Where commissioning schedules actually die

  1. EMS/PPC/SCADA integration. The perennial number one. Hundreds of data points, three vendors, one point list nobody owns.
  2. Auxiliary power design. Undersized or poorly sequenced station service that can’t run cooling during commissioning modes.
  3. Firmware version chaos. Containers arriving across months with different BMS firmware; align versions before performance testing.
  4. Communications. Fiber breaks, mislabeled patches, timeouts — mundane and merciless.
  5. Test windows. Grid operators grant compliance-test windows; miss one and the next may be weeks away.

FAQ

How long does BESS commissioning take? From first energization to COD, commonly two to six months for a utility-scale site depending on size, grid-compliance complexity, and how much integration was genuinely finished before energization.

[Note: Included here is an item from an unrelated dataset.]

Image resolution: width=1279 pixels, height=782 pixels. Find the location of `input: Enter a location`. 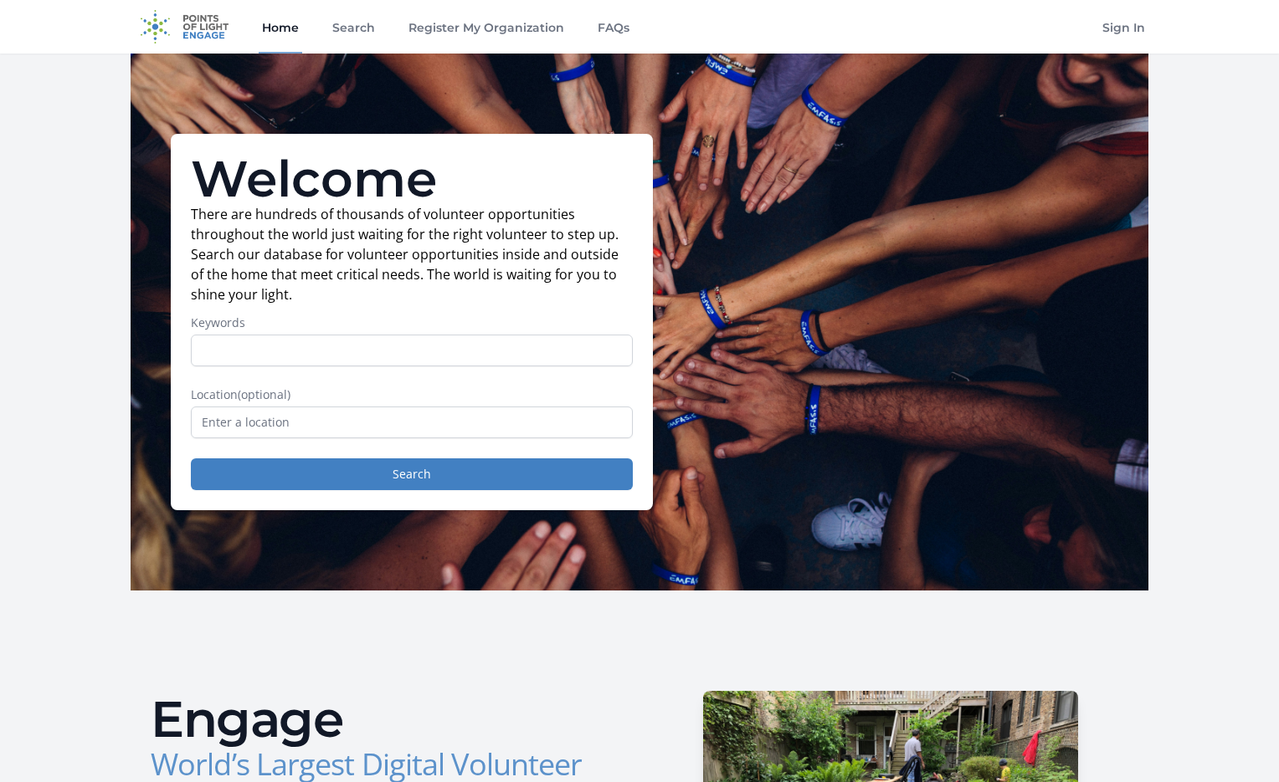

input: Enter a location is located at coordinates (412, 423).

What is a BESS capacity test? A contractual demonstration that the system delivers its guaranteed usable energy, measured at a defined boundary under defined conditions — typically a full discharge at rated power with energy integrated at the revenue meter.

What’s the difference between FAT and SAT? FAT proves equipment in the factory before shipment; SAT (site acceptance testing) proves the installed, integrated system on site. Both matter; neither substitutes for the other.


My course walks the full commissioning sequence with real test protocols and the contract language that should sit behind them — Grid-Scale BESS: Complete Guide.